Some of the confusion arising from Halmi's "conclusion" stems from the fact that the final chapter is the only one written expressly for this book. (The other chapters appeared earlier as part of various articles--one focusing on allegory and the sublime [1992], another on mind and microcosm [2001].) As a result, this 2007 study lacks some of the coherence and clarity one expects to find in an original work that sets forth a central idea about a particular topic. Despite Halmi's promise at the opening of the study to deal "strictly" with the symbol as a "theoretical construct whose purpose was not to describe objects of perception but to condition the perception of those objects" (1), it's often unclear how his numerous excurses on diverse topics are related to this idea.

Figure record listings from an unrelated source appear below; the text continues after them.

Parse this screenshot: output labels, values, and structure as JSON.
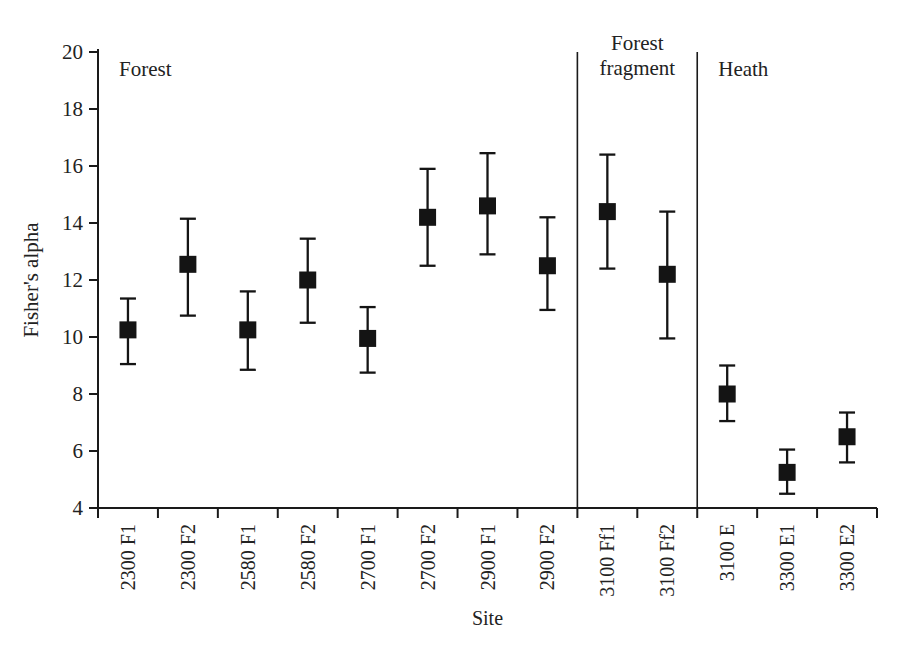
{
  "figure": {
    "background": "#ffffff",
    "ink_color": "#222222",
    "marker_color": "#141414",
    "axis_color": "#1a1a1a"
  },
  "chart_data": {
    "type": "scatter",
    "subtype": "point-with-error-bars",
    "title": "",
    "xlabel": "Site",
    "ylabel": "Fisher's alpha",
    "ylim": [
      4,
      20
    ],
    "yticks": [
      4,
      6,
      8,
      10,
      12,
      14,
      16,
      18,
      20
    ],
    "grid": false,
    "legend": "none",
    "marker": "filled-square",
    "categories": [
      "2300 F1",
      "2300 F2",
      "2580 F1",
      "2580 F2",
      "2700 F1",
      "2700 F2",
      "2900 F1",
      "2900 F2",
      "3100 Ff1",
      "3100 Ff2",
      "3100 E",
      "3300 E1",
      "3300 E2"
    ],
    "groups": [
      {
        "name": "Forest",
        "label_lines": [
          "Forest"
        ],
        "count": 8,
        "align": "left"
      },
      {
        "name": "Forest fragment",
        "label_lines": [
          "Forest",
          "fragment"
        ],
        "count": 2,
        "align": "center"
      },
      {
        "name": "Heath",
        "label_lines": [
          "Heath"
        ],
        "count": 3,
        "align": "left"
      }
    ],
    "points": [
      {
        "site": "2300 F1",
        "value": 10.25,
        "upper": 11.35,
        "lower": 9.05
      },
      {
        "site": "2300 F2",
        "value": 12.55,
        "upper": 14.15,
        "lower": 10.75
      },
      {
        "site": "2580 F1",
        "value": 10.25,
        "upper": 11.6,
        "lower": 8.85
      },
      {
        "site": "2580 F2",
        "value": 12.0,
        "upper": 13.45,
        "lower": 10.5
      },
      {
        "site": "2700 F1",
        "value": 9.95,
        "upper": 11.05,
        "lower": 8.75
      },
      {
        "site": "2700 F2",
        "value": 14.2,
        "upper": 15.9,
        "lower": 12.5
      },
      {
        "site": "2900 F1",
        "value": 14.6,
        "upper": 16.45,
        "lower": 12.9
      },
      {
        "site": "2900 F2",
        "value": 12.5,
        "upper": 14.2,
        "lower": 10.95
      },
      {
        "site": "3100 Ff1",
        "value": 14.4,
        "upper": 16.4,
        "lower": 12.4
      },
      {
        "site": "3100 Ff2",
        "value": 12.2,
        "upper": 14.4,
        "lower": 9.95
      },
      {
        "site": "3100 E",
        "value": 8.0,
        "upper": 9.0,
        "lower": 7.05
      },
      {
        "site": "3300 E1",
        "value": 5.25,
        "upper": 6.05,
        "lower": 4.5
      },
      {
        "site": "3300 E2",
        "value": 6.5,
        "upper": 7.35,
        "lower": 5.6
      }
    ]
  }
}
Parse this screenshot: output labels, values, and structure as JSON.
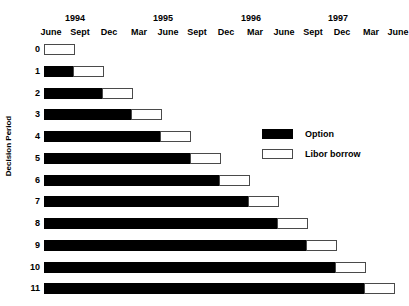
{
  "chart_data": {
    "type": "bar",
    "orientation": "horizontal",
    "subtype": "stacked-gantt",
    "title": "",
    "xlabel": "",
    "ylabel": "Decision Period",
    "x_axis": {
      "year_ticks": [
        {
          "label": "1994",
          "x": 75
        },
        {
          "label": "1995",
          "x": 163
        },
        {
          "label": "1996",
          "x": 251
        },
        {
          "label": "1997",
          "x": 338
        }
      ],
      "month_ticks": [
        {
          "label": "June",
          "x": 51
        },
        {
          "label": "Sept",
          "x": 80
        },
        {
          "label": "Dec",
          "x": 109
        },
        {
          "label": "Mar",
          "x": 139
        },
        {
          "label": "June",
          "x": 168
        },
        {
          "label": "Sept",
          "x": 197
        },
        {
          "label": "Dec",
          "x": 226
        },
        {
          "label": "Mar",
          "x": 255
        },
        {
          "label": "June",
          "x": 284
        },
        {
          "label": "Sept",
          "x": 313
        },
        {
          "label": "Dec",
          "x": 342
        },
        {
          "label": "Mar",
          "x": 371
        },
        {
          "label": "June",
          "x": 398
        }
      ],
      "quarter_width_px": 29.1,
      "origin_x_px": 44,
      "range_quarters": [
        0,
        12
      ]
    },
    "categories": [
      "0",
      "1",
      "2",
      "3",
      "4",
      "5",
      "6",
      "7",
      "8",
      "9",
      "10",
      "11"
    ],
    "series": [
      {
        "name": "Option",
        "color": "#000000",
        "values_quarters": [
          0,
          1,
          2,
          3,
          4,
          5,
          6,
          7,
          8,
          9,
          10,
          11
        ]
      },
      {
        "name": "Libor borrow",
        "color": "#ffffff",
        "values_quarters": [
          1,
          1,
          1,
          1,
          1,
          1,
          1,
          1,
          1,
          1,
          1,
          1
        ]
      }
    ],
    "rows": [
      {
        "label": "0",
        "option_start": 44,
        "option_width": 0,
        "libor_start": 44,
        "libor_width": 31,
        "y": 44
      },
      {
        "label": "1",
        "option_start": 44,
        "option_width": 29,
        "libor_start": 73,
        "libor_width": 31,
        "y": 66
      },
      {
        "label": "2",
        "option_start": 44,
        "option_width": 58,
        "libor_start": 102,
        "libor_width": 31,
        "y": 88
      },
      {
        "label": "3",
        "option_start": 44,
        "option_width": 87,
        "libor_start": 131,
        "libor_width": 31,
        "y": 109
      },
      {
        "label": "4",
        "option_start": 44,
        "option_width": 116,
        "libor_start": 160,
        "libor_width": 31,
        "y": 131
      },
      {
        "label": "5",
        "option_start": 44,
        "option_width": 146,
        "libor_start": 190,
        "libor_width": 31,
        "y": 153
      },
      {
        "label": "6",
        "option_start": 44,
        "option_width": 175,
        "libor_start": 219,
        "libor_width": 31,
        "y": 175
      },
      {
        "label": "7",
        "option_start": 44,
        "option_width": 204,
        "libor_start": 248,
        "libor_width": 31,
        "y": 196
      },
      {
        "label": "8",
        "option_start": 44,
        "option_width": 233,
        "libor_start": 277,
        "libor_width": 31,
        "y": 218
      },
      {
        "label": "9",
        "option_start": 44,
        "option_width": 262,
        "libor_start": 306,
        "libor_width": 31,
        "y": 240
      },
      {
        "label": "10",
        "option_start": 44,
        "option_width": 291,
        "libor_start": 335,
        "libor_width": 31,
        "y": 262
      },
      {
        "label": "11",
        "option_start": 44,
        "option_width": 320,
        "libor_start": 364,
        "libor_width": 31,
        "y": 283
      }
    ],
    "legend": {
      "position": "center-right",
      "entries": [
        {
          "label": "Option",
          "color": "#000000"
        },
        {
          "label": "Libor borrow",
          "color": "#ffffff"
        }
      ]
    },
    "grid": false
  },
  "axis": {
    "y_title": "Decision Period"
  },
  "legend": {
    "option_label": "Option",
    "libor_label": "Libor borrow"
  }
}
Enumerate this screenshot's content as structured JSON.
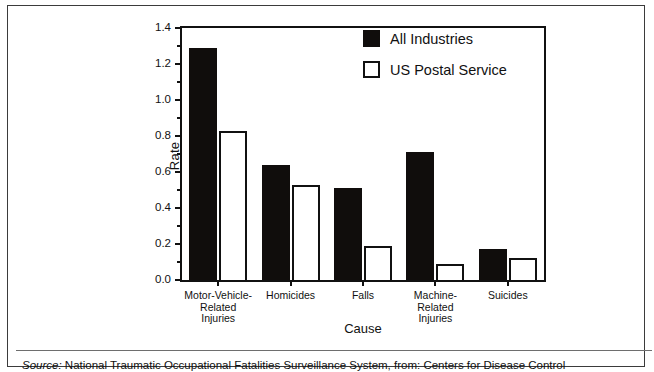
{
  "chart_data": {
    "type": "bar",
    "title": "",
    "xlabel": "Cause",
    "ylabel": "Rate",
    "ylim": [
      0.0,
      1.4
    ],
    "ytick_step": 0.2,
    "yminor_step": 0.1,
    "grid": false,
    "legend_position": "top-right",
    "categories": [
      "Motor-Vehicle-Related Injuries",
      "Homicides",
      "Falls",
      "Machine-Related Injuries",
      "Suicides"
    ],
    "category_label_lines": [
      [
        "Motor-Vehicle-",
        "Related",
        "Injuries"
      ],
      [
        "Homicides"
      ],
      [
        "Falls"
      ],
      [
        "Machine-",
        "Related",
        "Injuries"
      ],
      [
        "Suicides"
      ]
    ],
    "ytick_labels": [
      "0.0",
      "0.2",
      "0.4",
      "0.6",
      "0.8",
      "1.0",
      "1.2",
      "1.4"
    ],
    "ytick_values": [
      0.0,
      0.2,
      0.4,
      0.6,
      0.8,
      1.0,
      1.2,
      1.4
    ],
    "series": [
      {
        "name": "All Industries",
        "color": "#100d0c",
        "style": "filled",
        "values": [
          1.29,
          0.64,
          0.51,
          0.71,
          0.17
        ]
      },
      {
        "name": "US Postal Service",
        "color": "#ffffff",
        "style": "outlined",
        "values": [
          0.83,
          0.53,
          0.19,
          0.09,
          0.12
        ]
      }
    ]
  },
  "caption": {
    "source_word": "Source:",
    "text": "  National Traumatic Occupational Fatalities Surveillance System, from: Centers for Disease Control"
  }
}
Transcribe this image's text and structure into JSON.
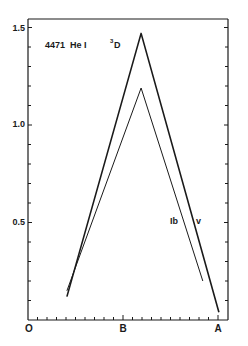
{
  "chart_data": {
    "type": "line",
    "title": "4471 He I",
    "subtitle": "3D",
    "xlabel": "",
    "ylabel": "",
    "x_tick_labels": [
      {
        "label": "O",
        "value": 0
      },
      {
        "label": "B",
        "value": 1
      },
      {
        "label": "A",
        "value": 2
      }
    ],
    "y_tick_labels": [
      "0.5",
      "1.0",
      "1.5"
    ],
    "ylim": [
      0,
      1.55
    ],
    "xlim": [
      0,
      2.1
    ],
    "grid": false,
    "legend": "inline labels near line ends",
    "series": [
      {
        "name": "V",
        "label": "v",
        "style": "thick",
        "points": [
          [
            0.41,
            0.12
          ],
          [
            1.19,
            1.47
          ],
          [
            2.01,
            0.04
          ]
        ]
      },
      {
        "name": "Ib",
        "label": "Ib",
        "style": "thin",
        "points": [
          [
            0.41,
            0.15
          ],
          [
            1.19,
            1.19
          ],
          [
            1.84,
            0.2
          ]
        ]
      }
    ]
  },
  "labels": {
    "title_line": "4471  He I",
    "term_sup": "3",
    "term": "D",
    "series_v": "v",
    "series_ib": "Ib",
    "y_15": "1.5",
    "y_10": "1.0",
    "y_05": "0.5",
    "x_o": "O",
    "x_b": "B",
    "x_a": "A"
  },
  "colors": {
    "ink": "#1a1a1a",
    "background": "#ffffff"
  }
}
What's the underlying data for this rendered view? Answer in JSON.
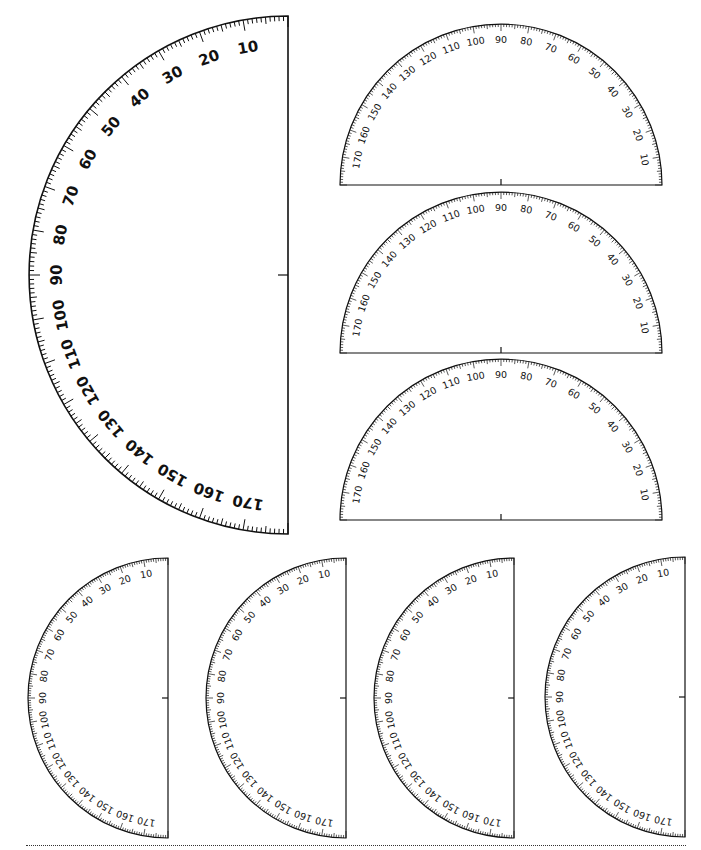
{
  "sheet": {
    "title": "Printable protractors",
    "ink_color": "#111111",
    "background": "#ffffff"
  },
  "scale": {
    "min_degrees": 0,
    "max_degrees": 180,
    "minor_step": 1,
    "mid_step": 5,
    "major_step": 10,
    "labels": [
      "10",
      "20",
      "30",
      "40",
      "50",
      "60",
      "70",
      "80",
      "90",
      "100",
      "110",
      "120",
      "130",
      "140",
      "150",
      "160",
      "170"
    ]
  },
  "protractors": [
    {
      "id": "large-vertical",
      "orientation": "vertical-left",
      "cx": 288,
      "cy": 275,
      "r": 259,
      "size": "big",
      "tick_minor": 5,
      "tick_mid": 7,
      "tick_major": 11,
      "label_inset": 28
    },
    {
      "id": "horizontal-1",
      "orientation": "horizontal-up",
      "cx": 501,
      "cy": 185,
      "r": 161,
      "size": "small",
      "tick_minor": 3,
      "tick_mid": 4.5,
      "tick_major": 7,
      "label_inset": 15
    },
    {
      "id": "horizontal-2",
      "orientation": "horizontal-up",
      "cx": 501,
      "cy": 353,
      "r": 161,
      "size": "small",
      "tick_minor": 3,
      "tick_mid": 4.5,
      "tick_major": 7,
      "label_inset": 15
    },
    {
      "id": "horizontal-3",
      "orientation": "horizontal-up",
      "cx": 501,
      "cy": 520,
      "r": 161,
      "size": "small",
      "tick_minor": 3,
      "tick_mid": 4.5,
      "tick_major": 7,
      "label_inset": 15
    },
    {
      "id": "small-vertical-1",
      "orientation": "vertical-left",
      "cx": 168,
      "cy": 698,
      "r": 140,
      "size": "small",
      "tick_minor": 3,
      "tick_mid": 4.5,
      "tick_major": 7,
      "label_inset": 14
    },
    {
      "id": "small-vertical-2",
      "orientation": "vertical-left",
      "cx": 346,
      "cy": 698,
      "r": 140,
      "size": "small",
      "tick_minor": 3,
      "tick_mid": 4.5,
      "tick_major": 7,
      "label_inset": 14
    },
    {
      "id": "small-vertical-3",
      "orientation": "vertical-left",
      "cx": 514,
      "cy": 698,
      "r": 140,
      "size": "small",
      "tick_minor": 3,
      "tick_mid": 4.5,
      "tick_major": 7,
      "label_inset": 14
    },
    {
      "id": "small-vertical-4",
      "orientation": "vertical-left",
      "cx": 685,
      "cy": 697,
      "r": 140,
      "size": "small",
      "tick_minor": 3,
      "tick_mid": 4.5,
      "tick_major": 7,
      "label_inset": 14
    }
  ],
  "cut_line": {
    "style": "dotted",
    "y": 846,
    "x_start": 26,
    "x_end": 686
  }
}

The study's copious footnotes tend to distract rather than illuminate the main text. One has the impression that Halmi, who co-edited one of the volumes in the majestic Princeton Collected Coleridge series in which footnotes typically take up more space on the page than the main text, succumbed to a similar scholarly impulse in this study; only towards the end of the book does he return to his stated purpose in writing the volume. Given his considerable scholarly erudition, Halmi seems less at home as a genealogist or even as a historian than as an encyclopedist in his own right--less, perhaps, in the manner of Coleridge with his quest for unity, than of the Enlightenment Encylopedists who aimed at achieving a totality.